Fortran alive and kicking:

https://developer.nvidia.com/cuda-fortran

2 comments

Most of what they do in the Climate simulation arena uses fortran, this case not being an exception, reason being other language would be less efficient --- and thus more climate endangering emissions would be produced. Plotting and data wrangling is another story.
They don't use FORTRAN because of efficiency or emissions reductions lol, they use FORTRAN because they always did and the sort of scientists who do modelling rarely see any reason to upgrade their skills or tools.

Programming is something scientists tend to study only as far as needed to get results that look right. This is how the most influential COVID model ended up being a 15,000 line student-quality C program with hundreds of single-letter name global variables.

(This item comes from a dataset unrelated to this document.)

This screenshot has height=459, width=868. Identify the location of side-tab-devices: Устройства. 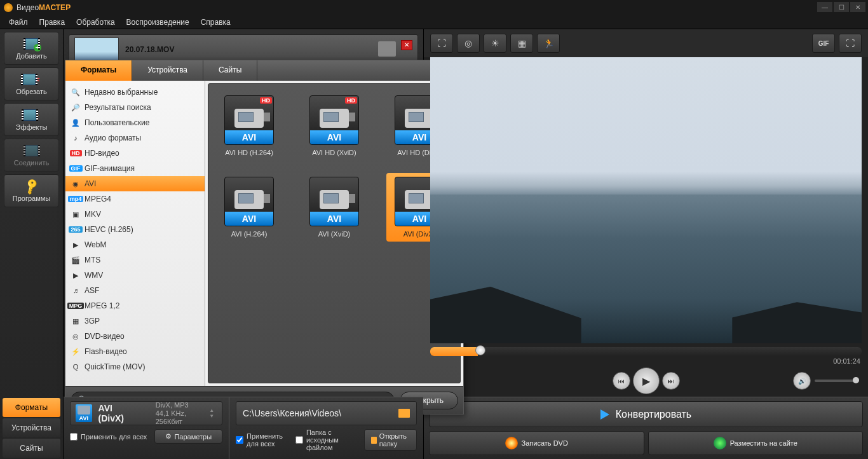
(32, 428).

They definitely stick to it, and it might be that they build convenient narratives about it. Mind you that the energy use of climate simulations is not trivial, or do you think such machine can be fed with a typical electric installation from a regular office?
Fortran is no longer in ALL CAPS.
When will people learn it..
I had hoped for Julia.
If the margins are so tight that 1 day can only produce 2.5 days of simulation, why to lose even a small margin with Julia?
How do you know they would lose a significant margin with Julia?
There were talks about it in the Climate modelling arena, and around a 10% slower was mentioned in some discussions.
Well, if that's not hard data!
Please can you specify what do you mean?